The Vegan and the FEPOWs

Sara Holliday
To End All Wars
Published in
3 min readMay 1, 2016

This was originally published on January 1, 2016.

This is Donald Watson. He and a group of acquaintances founded the Vegan Society in England and coined the word ‘vegan’ with its contemporary meaning: a human who abstains, as much as possible, from ingestion or exploitation of non-human animals. At that time, Watson had been a vegan for some years. And that time was November 1944.

By November 1944, it was reasonably clear that the Nazis weren’t going to succeed in conquering England. But fending them off had changed and constrained every aspect of life in the British Isles since 1939. Food was severely rationed. New clothing was scarce. In both cases, basic needs were adequately covered, but you had to take what you could get. And here was a small group of people volunteering to make do with even less than that, simply because what bacon you could get killed a pig (and so on).

This is an astounding position to take in the culture of that time. With the world exploding — violence, genocide, the abuse of power on every side — this handful of radically compassionate women and men said no, thank you.

Donald Watson was a conscientious objector, not fighting in the war. He was a master woodworker, and the government required him to teach his skills to others at a pittance. In some cases, students were assigned to him, including bombing victims and these guys:

“…among all the rest, there were evacuees from London and there were two men sent for occupational therapy. They’d been rescued at death’s door from the Burma railway, and they were as near to death as I’d ever seen anyone — they could hardly speak, and over the weeks and the months, they gradually came back to life and started making simple articles.”

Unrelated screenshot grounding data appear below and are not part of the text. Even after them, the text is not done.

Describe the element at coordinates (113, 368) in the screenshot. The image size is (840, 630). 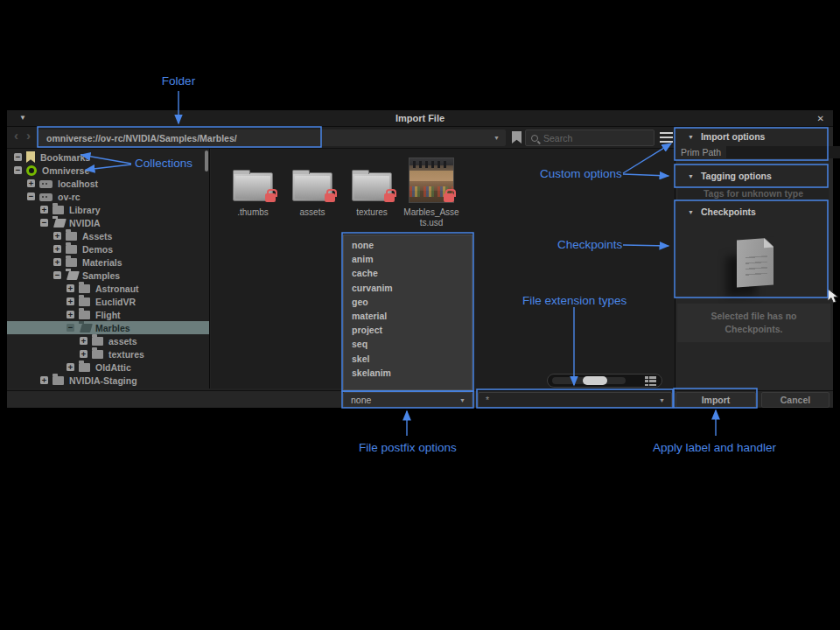
I see `tree-item-label: OldAttic` at that location.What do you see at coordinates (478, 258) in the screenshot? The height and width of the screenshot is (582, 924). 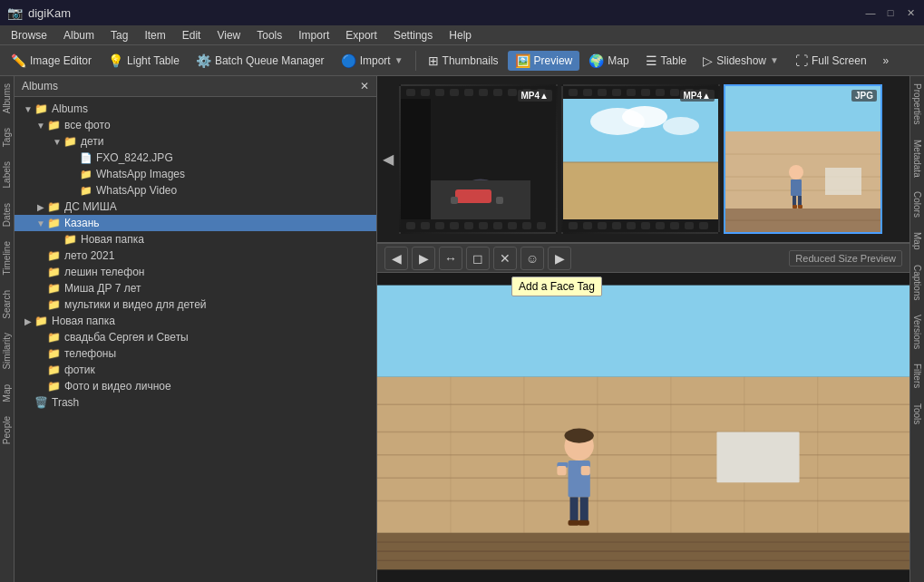 I see `zoom-select-button: ◻` at bounding box center [478, 258].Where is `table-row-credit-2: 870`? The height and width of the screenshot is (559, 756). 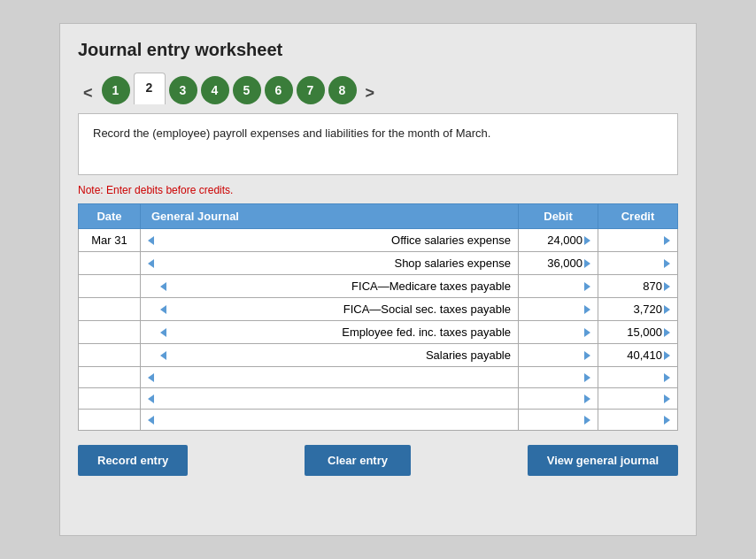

I gasped aloud when I read this in a 2002 interview with Watson. There’s not enough here for me to guess at who these two returned FEPOWs were. But what I can glean:

  • Watson lived and taught in Leicester;
  • The POWs came to him soon after repatriation, since he describes them as ill and immediately post-trauma;
  • He met them while he was still living in wartime condition, teaching anyone he was sent;
  • The 1st Battalion Leicester Regiment was captured in Singapore, and perhaps these fellows were among them.

This suggests that they might have joined his class in November 1945; about a year, in other words, since Donald Watson had solidified his vegan identity with a new word and a newsletter published out of his basement. Now two men were before him who had been used, not as beings in their own right, but as means to someone else’s ends. Others alongside them had been used up. They themselves were struggling to return from death. Who knows what they made of their countercultural teacher. But I can’t help being touched by the idea of these veterans, who’d suffered so much, coming within the orbit of a man whose compassion had room for everyone’s suffering: human, pig, whatever.

This is Bertha. She lives at Woodstock Farm Animal Sanctuary, and she has never been terrified or abused the way millions of other pigs are every day. Her mother was so mistreated at a farm raising pigs for food that the authorities intervened. Mama Julia came to sanctuary traumatized, not too different from the freed POWs coming to Donald Watson. Her children, however, now have the opportunity to live their lives the way everyone should everywhere: free from fear or coercion, their own beings.

In this new year, I hope and pray for more compassionate Donalds, and more fortunate Berthas.